Early in 1958 a moratorium against further testing of nuclear explosions
was under consideration, partly in reaction to international concern about
the world-wide fallout of radioactivity from nuclear tests by the several nuclear
nations.

Before the moratorium, however, an intensive series of tests called

Operation Hardtack was conducted.

Operation Hardtack took place in 1958 both

at Eniwetok Atoll as Phase I and at the Nevada Proving Grounds as Phase II, thereby breaking the pattern of alternate testing years at the sites.
Between 5 May and 26 July 1958, twenty-two tests were conducted at Eniwetok

under Operation Hardtack, Phase I.

This one intense period of testing

thereby constituted over half of the 43 total tests conducted at the Atoll over
the entire ten years of testing.

Following Operation Hardtack, the joint

moratorium on testing by the U.S., and the U.S.S.R. started on 31 October *
1958.

This marked the end of all nuclear tests at Eniwetok.

The intervening

15 years until the present time have allowed some natural restoration of
vegetation on affected islands and have provided the time for a tremendous
decrease

in the residual radioactivity resulting from the tests.
Two islands were altered in this Operation Hardtack, Phase I.

The

test Koa was a surface explosion on the small island Bogeirik (Bokaidrik
in Marshallese and Helen by the U.S. code name).

island from the Atoll.

This test removed the

The other was Test Cactus at the northwest tip of

Runit Island (Yvonne by the

U.S. code name).

This produced a crater nearby

and to the Southwest of the La Crosse crater.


### WHAT IS EXPECTED
Write out every entry exactly; the pictures do not belong in the copy.

### Figure dataset records
*** Begin section ***

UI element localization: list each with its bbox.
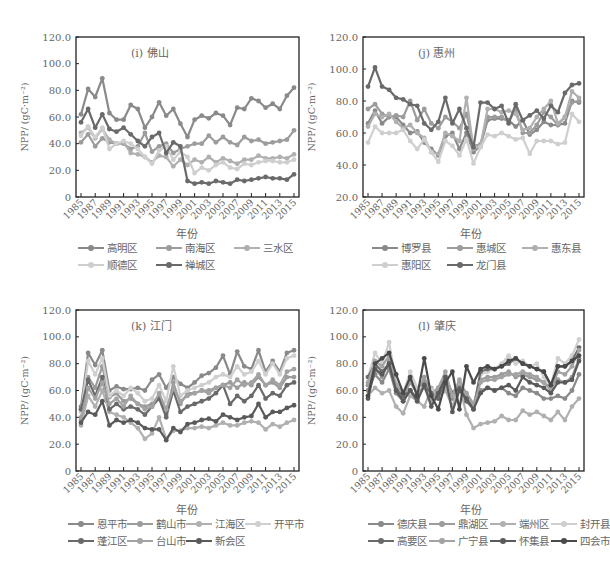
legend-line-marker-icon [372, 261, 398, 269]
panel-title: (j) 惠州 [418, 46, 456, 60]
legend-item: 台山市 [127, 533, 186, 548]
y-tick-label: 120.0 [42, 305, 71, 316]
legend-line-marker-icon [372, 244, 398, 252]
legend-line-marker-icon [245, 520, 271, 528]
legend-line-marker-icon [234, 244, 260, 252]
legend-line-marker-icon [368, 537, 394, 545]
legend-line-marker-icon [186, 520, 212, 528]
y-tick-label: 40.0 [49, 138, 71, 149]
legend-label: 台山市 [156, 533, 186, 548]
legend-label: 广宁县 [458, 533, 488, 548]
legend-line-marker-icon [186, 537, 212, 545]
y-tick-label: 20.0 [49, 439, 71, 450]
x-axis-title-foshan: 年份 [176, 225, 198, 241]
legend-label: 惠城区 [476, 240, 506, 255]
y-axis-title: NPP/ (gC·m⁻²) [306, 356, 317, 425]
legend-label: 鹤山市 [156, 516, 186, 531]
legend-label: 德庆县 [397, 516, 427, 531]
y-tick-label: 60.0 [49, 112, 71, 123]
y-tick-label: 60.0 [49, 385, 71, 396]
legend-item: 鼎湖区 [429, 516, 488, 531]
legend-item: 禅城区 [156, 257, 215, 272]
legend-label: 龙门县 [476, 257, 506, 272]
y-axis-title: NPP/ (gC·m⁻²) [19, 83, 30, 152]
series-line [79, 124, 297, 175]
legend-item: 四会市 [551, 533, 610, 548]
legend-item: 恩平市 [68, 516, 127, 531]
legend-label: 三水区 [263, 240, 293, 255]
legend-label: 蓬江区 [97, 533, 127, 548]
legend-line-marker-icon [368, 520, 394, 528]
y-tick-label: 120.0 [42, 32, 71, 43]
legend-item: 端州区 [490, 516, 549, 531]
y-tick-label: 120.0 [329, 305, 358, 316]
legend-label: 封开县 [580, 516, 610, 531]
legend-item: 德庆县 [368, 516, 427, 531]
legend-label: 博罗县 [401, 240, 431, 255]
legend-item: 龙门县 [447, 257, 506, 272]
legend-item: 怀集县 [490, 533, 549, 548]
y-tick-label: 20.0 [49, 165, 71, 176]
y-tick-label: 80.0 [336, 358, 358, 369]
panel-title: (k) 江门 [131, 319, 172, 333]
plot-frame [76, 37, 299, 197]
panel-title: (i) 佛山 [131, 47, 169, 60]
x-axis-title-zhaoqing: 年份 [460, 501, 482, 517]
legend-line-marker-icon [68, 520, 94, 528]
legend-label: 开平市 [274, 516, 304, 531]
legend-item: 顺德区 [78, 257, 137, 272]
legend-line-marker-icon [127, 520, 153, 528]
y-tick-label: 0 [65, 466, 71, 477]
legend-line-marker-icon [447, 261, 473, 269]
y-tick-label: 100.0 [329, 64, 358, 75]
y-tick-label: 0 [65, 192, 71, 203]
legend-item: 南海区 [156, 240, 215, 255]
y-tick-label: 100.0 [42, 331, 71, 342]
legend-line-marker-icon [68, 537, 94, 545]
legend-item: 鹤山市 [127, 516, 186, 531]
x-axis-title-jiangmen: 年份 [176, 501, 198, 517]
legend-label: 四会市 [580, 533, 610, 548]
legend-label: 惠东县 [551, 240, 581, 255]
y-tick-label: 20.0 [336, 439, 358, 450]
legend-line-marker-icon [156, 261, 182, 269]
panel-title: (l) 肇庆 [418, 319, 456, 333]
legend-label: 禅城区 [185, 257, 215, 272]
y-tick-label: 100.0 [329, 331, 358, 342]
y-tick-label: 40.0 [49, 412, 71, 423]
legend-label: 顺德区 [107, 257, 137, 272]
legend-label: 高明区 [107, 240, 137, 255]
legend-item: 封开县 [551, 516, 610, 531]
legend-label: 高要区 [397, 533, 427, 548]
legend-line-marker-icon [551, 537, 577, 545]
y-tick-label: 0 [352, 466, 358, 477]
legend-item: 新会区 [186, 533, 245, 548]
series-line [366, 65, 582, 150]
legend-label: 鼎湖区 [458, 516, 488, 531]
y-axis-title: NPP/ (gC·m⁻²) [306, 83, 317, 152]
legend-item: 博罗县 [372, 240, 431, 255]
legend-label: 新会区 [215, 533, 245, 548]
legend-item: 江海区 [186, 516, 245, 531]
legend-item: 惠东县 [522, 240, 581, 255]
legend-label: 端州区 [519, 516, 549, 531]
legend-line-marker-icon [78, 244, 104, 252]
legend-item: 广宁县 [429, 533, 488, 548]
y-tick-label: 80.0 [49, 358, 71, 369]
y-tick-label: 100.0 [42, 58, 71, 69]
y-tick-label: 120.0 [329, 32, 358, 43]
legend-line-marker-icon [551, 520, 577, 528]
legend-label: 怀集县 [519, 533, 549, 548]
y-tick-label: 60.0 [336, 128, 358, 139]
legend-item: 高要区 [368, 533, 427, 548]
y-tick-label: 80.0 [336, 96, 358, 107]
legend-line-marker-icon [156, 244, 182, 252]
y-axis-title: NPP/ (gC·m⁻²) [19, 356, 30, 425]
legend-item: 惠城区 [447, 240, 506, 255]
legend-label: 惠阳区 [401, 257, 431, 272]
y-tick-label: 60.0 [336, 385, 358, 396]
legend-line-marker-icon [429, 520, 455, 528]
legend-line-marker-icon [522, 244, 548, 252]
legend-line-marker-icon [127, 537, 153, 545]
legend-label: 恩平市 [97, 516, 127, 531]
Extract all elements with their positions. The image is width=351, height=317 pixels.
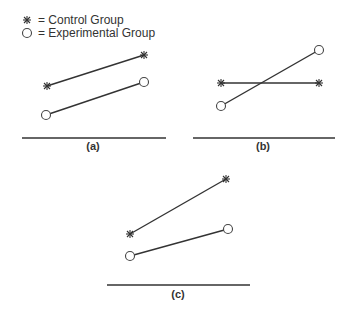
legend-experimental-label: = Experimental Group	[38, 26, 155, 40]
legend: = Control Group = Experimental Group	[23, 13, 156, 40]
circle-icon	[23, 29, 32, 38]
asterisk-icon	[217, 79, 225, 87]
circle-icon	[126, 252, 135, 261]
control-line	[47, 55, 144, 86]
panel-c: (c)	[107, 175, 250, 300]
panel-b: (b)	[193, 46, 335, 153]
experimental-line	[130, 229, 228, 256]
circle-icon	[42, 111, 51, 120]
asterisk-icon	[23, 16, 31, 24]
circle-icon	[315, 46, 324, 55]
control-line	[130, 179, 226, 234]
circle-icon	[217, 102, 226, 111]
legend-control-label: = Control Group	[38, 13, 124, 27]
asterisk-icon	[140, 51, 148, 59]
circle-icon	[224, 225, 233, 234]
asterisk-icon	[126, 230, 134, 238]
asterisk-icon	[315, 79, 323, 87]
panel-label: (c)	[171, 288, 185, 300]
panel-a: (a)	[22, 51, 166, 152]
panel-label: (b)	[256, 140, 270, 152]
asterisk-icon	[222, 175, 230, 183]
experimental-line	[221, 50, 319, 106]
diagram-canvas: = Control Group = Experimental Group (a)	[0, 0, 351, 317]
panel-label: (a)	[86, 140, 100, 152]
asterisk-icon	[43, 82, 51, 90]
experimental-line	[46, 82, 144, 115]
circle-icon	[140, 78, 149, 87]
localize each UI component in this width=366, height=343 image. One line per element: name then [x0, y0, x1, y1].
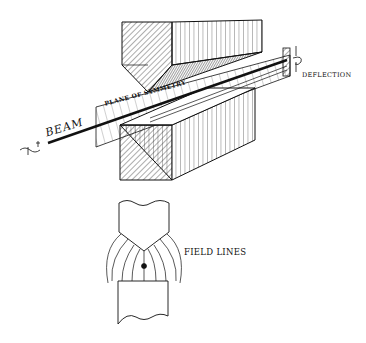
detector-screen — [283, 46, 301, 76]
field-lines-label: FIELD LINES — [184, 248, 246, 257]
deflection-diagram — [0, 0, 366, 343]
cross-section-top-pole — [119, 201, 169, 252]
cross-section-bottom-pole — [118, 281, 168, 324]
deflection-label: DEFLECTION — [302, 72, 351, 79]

*** End section ***

### REPLY
UI element localization: list each with its bbox.
legend-line-marker-icon [372, 261, 398, 269]
panel-title: (j) 惠州 [418, 46, 456, 60]
legend-item: 台山市 [127, 533, 186, 548]
y-tick-label: 120.0 [42, 305, 71, 316]
legend-line-marker-icon [372, 244, 398, 252]
legend-line-marker-icon [245, 520, 271, 528]
legend-line-marker-icon [234, 244, 260, 252]
legend-line-marker-icon [368, 537, 394, 545]
legend-line-marker-icon [186, 520, 212, 528]
y-tick-label: 40.0 [49, 138, 71, 149]
legend-label: 台山市 [156, 533, 186, 548]
legend-label: 广宁县 [458, 533, 488, 548]
legend-line-marker-icon [186, 537, 212, 545]
y-tick-label: 20.0 [49, 439, 71, 450]
x-axis-title-foshan: 年份 [176, 225, 198, 241]
legend-label: 惠城区 [476, 240, 506, 255]
y-axis-title: NPP/ (gC·m⁻²) [306, 356, 317, 425]
legend-label: 鹤山市 [156, 516, 186, 531]
legend-label: 德庆县 [397, 516, 427, 531]
y-tick-label: 60.0 [49, 112, 71, 123]
y-tick-label: 60.0 [49, 385, 71, 396]
legend-item: 鼎湖区 [429, 516, 488, 531]
legend-item: 禅城区 [156, 257, 215, 272]
legend-label: 龙门县 [476, 257, 506, 272]
y-axis-title: NPP/ (gC·m⁻²) [19, 83, 30, 152]
series-line [79, 124, 297, 175]
legend-item: 四会市 [551, 533, 610, 548]
legend-item: 恩平市 [68, 516, 127, 531]
legend-label: 三水区 [263, 240, 293, 255]
legend-label: 蓬江区 [97, 533, 127, 548]
legend-line-marker-icon [368, 520, 394, 528]
y-tick-label: 120.0 [42, 32, 71, 43]
legend-item: 端州区 [490, 516, 549, 531]
y-tick-label: 120.0 [329, 305, 358, 316]
legend-label: 封开县 [580, 516, 610, 531]
legend-item: 德庆县 [368, 516, 427, 531]
legend-label: 博罗县 [401, 240, 431, 255]
legend-item: 龙门县 [447, 257, 506, 272]
legend-item: 怀集县 [490, 533, 549, 548]
y-tick-label: 20.0 [49, 165, 71, 176]
y-tick-label: 80.0 [336, 358, 358, 369]
panel-title: (k) 江门 [131, 319, 172, 333]
plot-frame [76, 37, 299, 197]
panel-title: (i) 佛山 [131, 47, 169, 60]
x-axis-title-zhaoqing: 年份 [460, 501, 482, 517]
legend-line-marker-icon [68, 520, 94, 528]
legend-label: 开平市 [274, 516, 304, 531]
legend-item: 顺德区 [78, 257, 137, 272]
legend-line-marker-icon [127, 520, 153, 528]
y-tick-label: 0 [65, 466, 71, 477]
legend-line-marker-icon [447, 261, 473, 269]
y-tick-label: 100.0 [329, 64, 358, 75]
y-tick-label: 0 [65, 192, 71, 203]
legend-item: 南海区 [156, 240, 215, 255]
y-tick-label: 100.0 [42, 331, 71, 342]
legend-line-marker-icon [68, 537, 94, 545]
legend-item: 鹤山市 [127, 516, 186, 531]
x-axis-title-jiangmen: 年份 [176, 501, 198, 517]
legend-label: 四会市 [580, 533, 610, 548]
legend-label: 惠东县 [551, 240, 581, 255]
y-tick-label: 20.0 [336, 439, 358, 450]
legend-line-marker-icon [156, 261, 182, 269]
panel-title: (l) 肇庆 [418, 319, 456, 333]
legend-label: 禅城区 [185, 257, 215, 272]
y-tick-label: 100.0 [329, 331, 358, 342]
y-tick-label: 40.0 [49, 412, 71, 423]
legend-label: 顺德区 [107, 257, 137, 272]
legend-label: 高明区 [107, 240, 137, 255]
legend-item: 封开县 [551, 516, 610, 531]
legend-label: 高要区 [397, 533, 427, 548]
legend-line-marker-icon [551, 537, 577, 545]
y-tick-label: 0 [352, 466, 358, 477]
legend-item: 新会区 [186, 533, 245, 548]
series-line [366, 65, 582, 150]
legend-label: 鼎湖区 [458, 516, 488, 531]
y-axis-title: NPP/ (gC·m⁻²) [306, 83, 317, 152]
legend-item: 博罗县 [372, 240, 431, 255]
legend-label: 新会区 [215, 533, 245, 548]
legend-item: 江海区 [186, 516, 245, 531]
legend-item: 惠东县 [522, 240, 581, 255]
legend-label: 端州区 [519, 516, 549, 531]
legend-line-marker-icon [78, 244, 104, 252]
legend-item: 广宁县 [429, 533, 488, 548]
y-tick-label: 80.0 [49, 358, 71, 369]
y-tick-label: 100.0 [42, 58, 71, 69]
y-tick-label: 120.0 [329, 32, 358, 43]
legend-line-marker-icon [551, 520, 577, 528]
legend-label: 怀集县 [519, 533, 549, 548]
y-tick-label: 60.0 [336, 128, 358, 139]
legend-item: 高要区 [368, 533, 427, 548]
y-tick-label: 80.0 [336, 96, 358, 107]
legend-line-marker-icon [156, 244, 182, 252]
y-axis-title: NPP/ (gC·m⁻²) [19, 356, 30, 425]
legend-item: 惠城区 [447, 240, 506, 255]
legend-label: 惠阳区 [401, 257, 431, 272]
y-tick-label: 60.0 [336, 385, 358, 396]
legend-line-marker-icon [429, 520, 455, 528]
legend-line-marker-icon [522, 244, 548, 252]
legend-line-marker-icon [127, 537, 153, 545]
legend-label: 恩平市 [97, 516, 127, 531]
Extract all elements with their positions. The image is width=351, height=317 pixels.
legend-experimental-label: = Experimental Group	[38, 26, 155, 40]
legend: = Control Group = Experimental Group	[23, 13, 156, 40]
circle-icon	[23, 29, 32, 38]
asterisk-icon	[217, 79, 225, 87]
circle-icon	[126, 252, 135, 261]
control-line	[47, 55, 144, 86]
panel-c: (c)	[107, 175, 250, 300]
panel-b: (b)	[193, 46, 335, 153]
experimental-line	[130, 229, 228, 256]
circle-icon	[42, 111, 51, 120]
asterisk-icon	[23, 16, 31, 24]
circle-icon	[315, 46, 324, 55]
control-line	[130, 179, 226, 234]
circle-icon	[217, 102, 226, 111]
legend-control-label: = Control Group	[38, 13, 124, 27]
asterisk-icon	[140, 51, 148, 59]
circle-icon	[224, 225, 233, 234]
asterisk-icon	[126, 230, 134, 238]
asterisk-icon	[315, 79, 323, 87]
panel-label: (c)	[171, 288, 185, 300]
panel-a: (a)	[22, 51, 166, 152]
panel-label: (b)	[256, 140, 270, 152]
asterisk-icon	[222, 175, 230, 183]
experimental-line	[221, 50, 319, 106]
diagram-canvas: = Control Group = Experimental Group (a)	[0, 0, 351, 317]
panel-label: (a)	[86, 140, 100, 152]
asterisk-icon	[43, 82, 51, 90]
experimental-line	[46, 82, 144, 115]
circle-icon	[140, 78, 149, 87]
localize each UI component in this width=366, height=343 image. One line per element: name then [x0, y0, x1, y1].
detector-screen — [283, 46, 301, 76]
field-lines-label: FIELD LINES — [184, 248, 246, 257]
deflection-diagram — [0, 0, 366, 343]
cross-section-top-pole — [119, 201, 169, 252]
cross-section-bottom-pole — [118, 281, 168, 324]
deflection-label: DEFLECTION — [302, 72, 351, 79]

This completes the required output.